Build-to-Rent Isn’t a Trend. It’s a Shift.
Build-to-rent has pulled back from peak levels, but it’s still elevated.
About 69,000 units started over the past year, representing 7.2% of all single-family construction. That percentage matters more than the absolute number. Because it shows how the development model itself is changing. This is no longer just scattered-site investing. It’s becoming a product type. And once a product type becomes institutionalized, it doesn’t revert.
What This Means for You
Most of the conversations I’m having right now come down to the same issue. People are trying to apply yesterday’s assumptions to today’s structure.

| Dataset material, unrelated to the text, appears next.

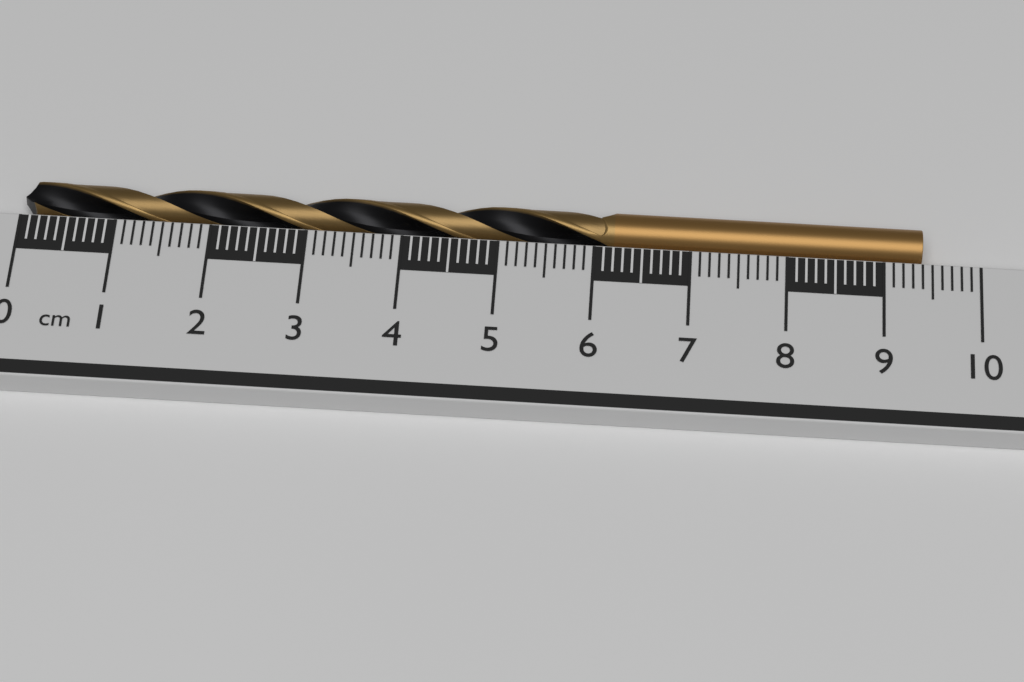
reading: 9.4 cm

That’s why deals break.
A few things that are worth adjusting:
1. Leverage is earned, not assumed
If the deal doesn’t support it on in-place or near-term cash flow, it’s not a leverage story.
2. Appreciation is not your backstop – Underwrite to stability, not upside.
3. Capital partners are thinking in spreads, not narratives – If the risk-adjusted return doesn’t clear their threshold, the story won’t move it.
4. Execution matters more than timing – This isn’t a market where waiting solves problems. Structure does.
The Quiet Shift – There’s a tendency to label this kind of market as “boring.” It isn’t. It’s just less forgiving. The volatility has been replaced with constraint which forces clarity. That usually ends up being a better environment for people who know what they’re doing.